My parents thought it would be a no-brainer for me and Sebastian to wind up together. The truth was, I’d had that thought before. How could I not? My best friend was sexy, sweet, and we had our rhythms down. Of course I’d wondered about life with Sebastian as my boyfriend.
And even though I told Sebastian and the whole world that I didn’t want to be in a boring relationship, that wasn’t the full truth.
Here was the truth, in all its ugly glory: I wasn’t smart enough to date Sebastian, or any worthwhile guy.
Sure, I could wow them with my charm and good looks. And then I could wow them even more once we got in the bedroom. But once the initial high wore off, what else could I offer them? I couldn’t have intellectually stimulating conversations like my parents, unless sports or beer were considered intellectual topics. I was a master at the sales smalltalk that enabled me to close deals, but I stumbled at anything deeper.
What if I let myself fall for a guy, but I only wound up boring him? How humiliating would that be, to be rejected for being an uninteresting person?
People stayed together because they found their significant other interesting. They could spend time with them for the rest of their lives. Ninety-nine percent of my friends were surface-level hangs. We did shots at parties. We liked each other’s posts. We played a pickup game of basketball. But when the fun times were over, we didn’t have anything to talk about except recalling crazy stories of past fun times.
Sebastian was my only friend who I had something real with. And he was smart. Really smart. College scholarship smart. Whatever feelings were bubbling up inside me from our night together with Chase couldn’t be acted upon.
It didn’t matter that Chase thought I was smart…or did it? Did he actually mean what he said, or was he trying to reverse psychology his way into my pants?
I stared at his picture in the yearbook, and I could’ve sworn he was staring back at me, nodding at me that he meant it. I looked up and caught the dopey smile on my lips. Chase was certifiably smart. And he thought I was smart. He thought I had the chops to be a chemist.
Maybe I had a nerdy side dying to get out?
I snorted a laugh at the thought. Fat chance, but it was nice to dream. I reshelved the yearbook, leaving said dream in the past.
What if Sebastian thought I was a fun friend, but not serious boyfriend material?
It was better to be a player than to face that kind of defeat. At least I was smart enough to know that.
11
SEBASTIAN
Sometimes, I thought about the path I was supposed to travel. In an alternate world, I was finishing up my third year of college. There was an alternate version of me hanging on the quad with friends, wrestling at the collegiate level, maybe rushing a fraternity. It all seemed ideal.
Until I met up with Savannah.
“Why the fuck do I want to be a doctor?” Savannah slammed her head onto her thick textbook, which was open on top of four other open textbooks, which were next to a laptop, a notebook, and a half-drunken can of Monster Energy Drink.
“Because you want to save lives?” I ask.
“Ugh.”
Savannah was one of my closest friends from South Rock High. I had taken the train up to Ithaca to visit her at Cornell. Her curly brown hair was wrestled into a messy bun. Her gold necklace spellingSavannahin gilded cursive, found on a field trip to New York City, hung down and touched the textbook. She and I were on the yearbook committee, where we spent most of our time snarking about the supremely anal editor-in-chief Ronna Rogalski who shot down any idea that wasn’t hers with her trademark “I’m just not feeling it.”
Savannah was pre-med and hating it, while also loving it in some twisted way. She and her uber-challenging coursework were in a toxic relationship.
It was finals week, so I was meeting up with her at her college’s library where she told me she almost had to fight some girl for the private study room we were in. As with any girl she didn’t like, she threatened to punch her in the tit. I was very curious how her personality would translate to bedside manner. Threatening to punch patients in the tit for not listening to her advice seemed not to jive with the Hippocratic Oath.
“How the fuck does he expect us to remember all of this? Maybe if I wear a low-cut top to the exam,” she said. “I’m kidding.”
“Of course you are,” I said with a smirk. I leaned back and kicked my feet onto the table in the meager space not subsumed with books.
“You sure you don’t miss this?” Savannah’s voice was laced with sarcasm, but I detected a hint of genuine curiosity, too. She was as shocked as my parents when I turned down my scholarship.
Would I rather be chained to a library desk for four years or hustling in the world? I chose the latter.
“Business is booming,” I said. “Anton and I are in the process of closing our biggest client ever. We had a great initial meeting, and things look very positive.”
“Aw, that’s wonderful. I’m proud of you guys. I mean, I think you’re kinda weird for wanting to sell vending machines, but you’re making it work.”
Savannah came from a family of doctors. There was one path that’d been laid out for her since birth, and she couldn’t fathom anyone who diverged from the college pipeline.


The task →
Select, from the material below, each line with "year" in it.

Material for this task →
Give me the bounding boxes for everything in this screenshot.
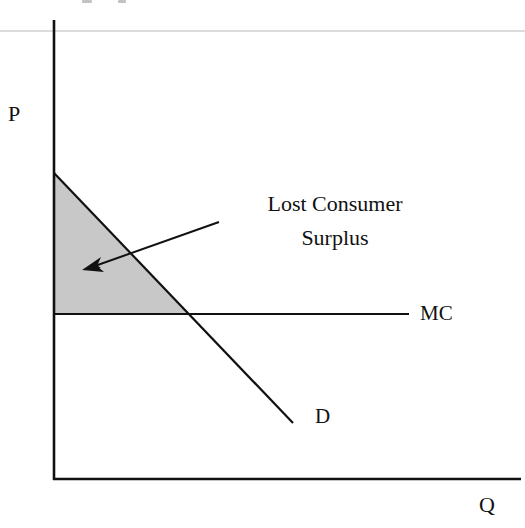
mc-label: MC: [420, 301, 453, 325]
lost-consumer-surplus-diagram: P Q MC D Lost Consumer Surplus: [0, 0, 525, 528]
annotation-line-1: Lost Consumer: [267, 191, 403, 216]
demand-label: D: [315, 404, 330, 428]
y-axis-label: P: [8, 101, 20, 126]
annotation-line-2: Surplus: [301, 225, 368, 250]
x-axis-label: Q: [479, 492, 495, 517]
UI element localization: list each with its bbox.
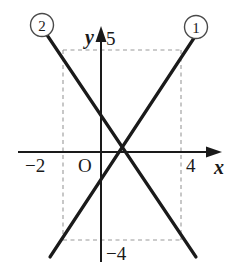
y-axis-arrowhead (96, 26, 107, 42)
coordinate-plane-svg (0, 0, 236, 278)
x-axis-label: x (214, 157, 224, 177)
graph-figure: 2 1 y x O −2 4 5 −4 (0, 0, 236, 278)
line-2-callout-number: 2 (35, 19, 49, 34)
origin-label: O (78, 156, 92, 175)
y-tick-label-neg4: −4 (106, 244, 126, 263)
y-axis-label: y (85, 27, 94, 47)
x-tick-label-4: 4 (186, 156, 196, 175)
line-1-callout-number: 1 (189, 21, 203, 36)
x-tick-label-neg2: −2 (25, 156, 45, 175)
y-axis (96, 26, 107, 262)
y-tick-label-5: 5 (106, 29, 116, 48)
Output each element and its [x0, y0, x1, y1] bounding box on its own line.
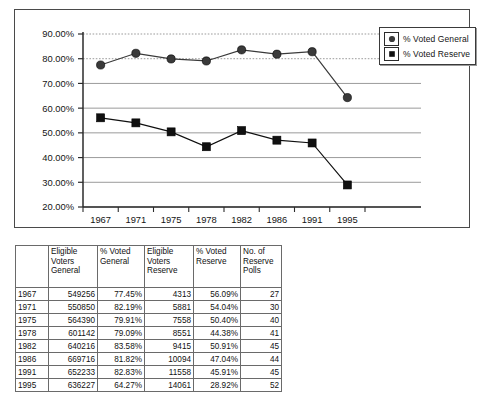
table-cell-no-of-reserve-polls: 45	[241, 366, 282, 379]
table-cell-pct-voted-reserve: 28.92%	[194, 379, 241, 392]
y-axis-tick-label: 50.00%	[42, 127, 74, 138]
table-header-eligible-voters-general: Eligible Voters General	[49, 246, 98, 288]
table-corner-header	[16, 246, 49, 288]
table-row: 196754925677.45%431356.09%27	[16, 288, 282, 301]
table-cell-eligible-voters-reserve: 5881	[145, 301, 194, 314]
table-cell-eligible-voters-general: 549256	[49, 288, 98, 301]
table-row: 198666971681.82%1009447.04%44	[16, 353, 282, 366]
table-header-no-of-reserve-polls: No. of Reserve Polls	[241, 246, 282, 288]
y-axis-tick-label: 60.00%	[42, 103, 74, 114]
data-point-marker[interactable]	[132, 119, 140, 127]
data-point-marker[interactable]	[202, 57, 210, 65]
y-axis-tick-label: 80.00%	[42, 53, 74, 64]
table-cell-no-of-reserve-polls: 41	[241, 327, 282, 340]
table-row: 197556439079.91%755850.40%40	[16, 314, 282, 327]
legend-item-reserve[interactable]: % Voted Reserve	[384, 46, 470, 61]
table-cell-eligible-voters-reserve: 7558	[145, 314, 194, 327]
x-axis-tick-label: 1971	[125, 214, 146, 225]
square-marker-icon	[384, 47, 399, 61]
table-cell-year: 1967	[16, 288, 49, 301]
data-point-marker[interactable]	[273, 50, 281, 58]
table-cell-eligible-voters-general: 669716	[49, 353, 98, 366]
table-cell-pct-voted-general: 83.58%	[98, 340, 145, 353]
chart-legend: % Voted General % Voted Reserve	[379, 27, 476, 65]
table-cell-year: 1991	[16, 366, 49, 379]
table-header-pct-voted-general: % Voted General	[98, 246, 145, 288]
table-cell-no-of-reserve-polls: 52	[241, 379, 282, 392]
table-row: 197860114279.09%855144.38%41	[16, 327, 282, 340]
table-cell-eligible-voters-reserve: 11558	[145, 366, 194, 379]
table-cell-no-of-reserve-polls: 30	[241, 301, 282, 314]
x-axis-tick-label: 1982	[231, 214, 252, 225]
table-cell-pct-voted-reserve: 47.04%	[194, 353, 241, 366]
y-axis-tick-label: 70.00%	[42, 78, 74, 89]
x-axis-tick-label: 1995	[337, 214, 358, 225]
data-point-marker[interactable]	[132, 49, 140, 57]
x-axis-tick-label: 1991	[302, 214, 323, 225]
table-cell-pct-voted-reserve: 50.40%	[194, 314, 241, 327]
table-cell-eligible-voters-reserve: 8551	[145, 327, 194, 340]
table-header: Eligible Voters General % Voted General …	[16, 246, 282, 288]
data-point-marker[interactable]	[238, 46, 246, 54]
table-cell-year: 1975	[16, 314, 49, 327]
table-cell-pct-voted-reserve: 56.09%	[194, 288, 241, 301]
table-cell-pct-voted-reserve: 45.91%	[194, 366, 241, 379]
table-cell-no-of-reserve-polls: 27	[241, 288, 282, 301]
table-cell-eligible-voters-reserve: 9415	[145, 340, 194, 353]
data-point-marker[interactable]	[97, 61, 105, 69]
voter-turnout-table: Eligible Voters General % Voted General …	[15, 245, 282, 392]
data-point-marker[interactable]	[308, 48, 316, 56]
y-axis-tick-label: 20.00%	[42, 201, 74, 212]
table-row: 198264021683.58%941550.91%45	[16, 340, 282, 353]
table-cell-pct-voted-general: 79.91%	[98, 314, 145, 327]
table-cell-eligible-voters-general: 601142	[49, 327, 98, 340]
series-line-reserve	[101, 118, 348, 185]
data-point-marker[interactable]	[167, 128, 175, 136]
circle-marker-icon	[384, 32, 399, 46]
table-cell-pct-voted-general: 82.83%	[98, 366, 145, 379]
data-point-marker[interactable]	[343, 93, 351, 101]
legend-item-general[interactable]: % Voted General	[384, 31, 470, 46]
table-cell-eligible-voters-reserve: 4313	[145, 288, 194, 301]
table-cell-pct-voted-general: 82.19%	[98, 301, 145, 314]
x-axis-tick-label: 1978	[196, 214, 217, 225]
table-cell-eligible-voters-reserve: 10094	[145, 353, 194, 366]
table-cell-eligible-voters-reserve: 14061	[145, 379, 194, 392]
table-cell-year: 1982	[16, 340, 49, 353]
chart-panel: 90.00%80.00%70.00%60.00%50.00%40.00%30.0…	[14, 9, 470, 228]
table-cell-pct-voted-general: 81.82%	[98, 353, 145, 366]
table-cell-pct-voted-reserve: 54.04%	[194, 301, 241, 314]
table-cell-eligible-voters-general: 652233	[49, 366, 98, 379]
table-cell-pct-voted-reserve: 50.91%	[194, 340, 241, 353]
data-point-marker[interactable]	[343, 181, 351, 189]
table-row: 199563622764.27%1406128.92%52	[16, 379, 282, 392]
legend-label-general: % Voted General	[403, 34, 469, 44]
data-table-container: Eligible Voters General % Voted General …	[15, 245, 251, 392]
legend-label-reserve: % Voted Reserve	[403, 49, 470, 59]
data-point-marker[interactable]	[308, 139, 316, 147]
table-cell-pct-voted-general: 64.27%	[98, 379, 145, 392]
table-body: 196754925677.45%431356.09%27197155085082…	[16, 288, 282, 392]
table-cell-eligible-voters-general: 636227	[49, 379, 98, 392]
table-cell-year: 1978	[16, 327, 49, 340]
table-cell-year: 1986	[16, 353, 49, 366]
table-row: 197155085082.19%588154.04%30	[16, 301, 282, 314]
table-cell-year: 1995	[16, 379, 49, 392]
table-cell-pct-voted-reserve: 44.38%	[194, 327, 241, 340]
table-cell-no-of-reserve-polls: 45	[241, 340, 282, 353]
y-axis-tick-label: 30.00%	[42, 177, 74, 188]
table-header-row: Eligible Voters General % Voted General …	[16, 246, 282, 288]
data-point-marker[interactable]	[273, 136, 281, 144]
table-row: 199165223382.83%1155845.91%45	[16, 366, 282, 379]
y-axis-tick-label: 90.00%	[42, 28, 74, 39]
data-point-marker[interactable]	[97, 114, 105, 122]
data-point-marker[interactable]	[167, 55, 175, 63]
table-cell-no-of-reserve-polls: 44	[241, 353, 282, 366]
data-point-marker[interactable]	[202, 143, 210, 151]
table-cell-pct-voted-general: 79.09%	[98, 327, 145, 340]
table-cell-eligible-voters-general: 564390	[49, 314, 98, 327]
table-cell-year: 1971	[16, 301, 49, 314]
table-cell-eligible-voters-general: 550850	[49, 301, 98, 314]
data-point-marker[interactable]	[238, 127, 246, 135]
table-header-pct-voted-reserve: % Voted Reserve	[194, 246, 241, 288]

The answer →
table-cell-year: 1967	[16, 288, 49, 301]
table-cell-year: 1991	[16, 366, 49, 379]
table-cell-year: 1975	[16, 314, 49, 327]
table-cell-year: 1982	[16, 340, 49, 353]
table-cell-year: 1978	[16, 327, 49, 340]
table-cell-year: 1986	[16, 353, 49, 366]
table-cell-year: 1995	[16, 379, 49, 392]
table-cell-year: 1971	[16, 301, 49, 314]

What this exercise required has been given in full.